Updated

Aircraft from the Coast Guard and the Alaska Air National Guard raced toward an Asian cargo ship taking on water south of the Aleutian Islands on Monday in an attempt to rescue its 22 crew members.

The 654-foot Cougar Ace, which was carrying nearly 5,000 cars from Japan to Canada, had rolled practically onto its side.

A Coast Guard helicopter, two Pave Hawk helicopters, two refueling planes and a C-130 plane were en route from an Air National Guard base in Anchorage.

The hope was that the helicopters could hoist the stranded crew members to safety.

Earlier Monday, a Coast Guard plane dropped three life rafts, but roiling Pacific waters shoved the rafts underneath the ship, about 230 miles from Adak Island in the Aleutians.

Rescuers then dropped an additional raft, but the crew members had taken refuge on the high side of the tilted vessel and the raft was 150 feet below, beyond their reach. The crew were wearing survival suits, officials said.
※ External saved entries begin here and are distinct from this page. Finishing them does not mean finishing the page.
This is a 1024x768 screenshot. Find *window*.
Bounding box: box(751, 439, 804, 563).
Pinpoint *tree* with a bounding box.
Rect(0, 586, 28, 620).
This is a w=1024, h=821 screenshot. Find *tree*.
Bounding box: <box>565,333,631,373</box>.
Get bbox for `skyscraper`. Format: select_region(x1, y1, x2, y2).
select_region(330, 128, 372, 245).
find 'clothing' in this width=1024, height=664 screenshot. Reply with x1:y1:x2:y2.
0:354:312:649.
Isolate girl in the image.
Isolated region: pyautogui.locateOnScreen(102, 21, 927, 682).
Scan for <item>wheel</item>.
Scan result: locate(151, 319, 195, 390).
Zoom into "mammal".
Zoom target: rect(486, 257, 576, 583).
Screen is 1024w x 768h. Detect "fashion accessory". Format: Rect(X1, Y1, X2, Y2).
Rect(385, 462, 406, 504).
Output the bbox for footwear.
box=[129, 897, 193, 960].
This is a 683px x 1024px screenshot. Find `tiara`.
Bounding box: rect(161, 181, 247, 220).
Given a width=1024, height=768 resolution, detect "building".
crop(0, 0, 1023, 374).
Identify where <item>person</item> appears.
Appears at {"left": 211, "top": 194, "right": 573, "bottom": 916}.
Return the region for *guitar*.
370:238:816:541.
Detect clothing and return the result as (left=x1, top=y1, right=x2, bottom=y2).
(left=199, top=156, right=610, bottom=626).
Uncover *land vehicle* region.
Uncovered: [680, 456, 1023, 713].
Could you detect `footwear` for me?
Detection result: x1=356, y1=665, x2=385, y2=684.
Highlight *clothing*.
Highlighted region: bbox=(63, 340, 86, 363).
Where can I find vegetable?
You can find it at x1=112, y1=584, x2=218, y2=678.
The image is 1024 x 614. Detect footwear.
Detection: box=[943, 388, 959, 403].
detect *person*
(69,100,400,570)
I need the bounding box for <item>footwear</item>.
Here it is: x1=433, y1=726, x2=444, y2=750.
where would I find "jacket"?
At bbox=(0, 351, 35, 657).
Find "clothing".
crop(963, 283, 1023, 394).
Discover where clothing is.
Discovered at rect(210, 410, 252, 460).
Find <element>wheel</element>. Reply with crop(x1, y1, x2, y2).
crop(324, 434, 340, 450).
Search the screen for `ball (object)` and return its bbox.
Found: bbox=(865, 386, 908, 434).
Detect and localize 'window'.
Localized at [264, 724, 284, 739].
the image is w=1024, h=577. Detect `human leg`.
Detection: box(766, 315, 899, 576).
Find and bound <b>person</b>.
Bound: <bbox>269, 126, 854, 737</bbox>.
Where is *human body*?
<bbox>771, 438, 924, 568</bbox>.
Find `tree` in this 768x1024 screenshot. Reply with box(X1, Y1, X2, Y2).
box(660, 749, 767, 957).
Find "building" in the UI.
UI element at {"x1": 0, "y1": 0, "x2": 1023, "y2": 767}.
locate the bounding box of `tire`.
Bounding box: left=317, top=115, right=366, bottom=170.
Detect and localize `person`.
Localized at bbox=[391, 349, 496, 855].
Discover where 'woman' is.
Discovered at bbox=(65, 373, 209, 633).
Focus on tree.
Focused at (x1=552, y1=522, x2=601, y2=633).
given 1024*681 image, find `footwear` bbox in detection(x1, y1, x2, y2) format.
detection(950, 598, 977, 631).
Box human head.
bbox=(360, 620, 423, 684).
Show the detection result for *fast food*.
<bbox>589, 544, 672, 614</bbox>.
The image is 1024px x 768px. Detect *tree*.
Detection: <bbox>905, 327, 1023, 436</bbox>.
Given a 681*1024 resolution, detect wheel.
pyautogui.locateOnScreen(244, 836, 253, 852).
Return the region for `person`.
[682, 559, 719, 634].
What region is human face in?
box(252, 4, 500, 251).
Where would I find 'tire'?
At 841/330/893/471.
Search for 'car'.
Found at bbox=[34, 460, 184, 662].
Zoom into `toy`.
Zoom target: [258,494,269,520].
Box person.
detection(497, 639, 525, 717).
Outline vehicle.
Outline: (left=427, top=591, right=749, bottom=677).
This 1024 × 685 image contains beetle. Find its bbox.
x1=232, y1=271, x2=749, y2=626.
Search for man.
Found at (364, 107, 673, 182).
A merchant marine ship reached the vessel Monday morning. Its crew tried, but failed, to rig a line to the Cougar Ace to keep it from tilting further.

The Singapore-flagged vessel contained life boats and rafts, but it would have been too risky for the crew to venture to the area where they were stored, said Greg Beuerman, a spokesman for the ship owner, Tokyo-based O.S.K Lines.

Communications became difficult when the batteries in the crew's hand-held radio began losing power, said Coast Guard Lt. Mara Booth-Miller. Crew members had to shout to the merchant ship, which relayed messages to the Coast Guard.

It was not immediately clear what caused the ship to list. Its crew had sent out an SOS late Sunday.

One crew member had a broken leg, but no other injuries were immediately reported, authorities said.

The Coast Guard had alerted a clinic in the small town of Adak, a former Naval air station on the island of the same name, to gear up for treating the broken leg and possible hypothermia cases.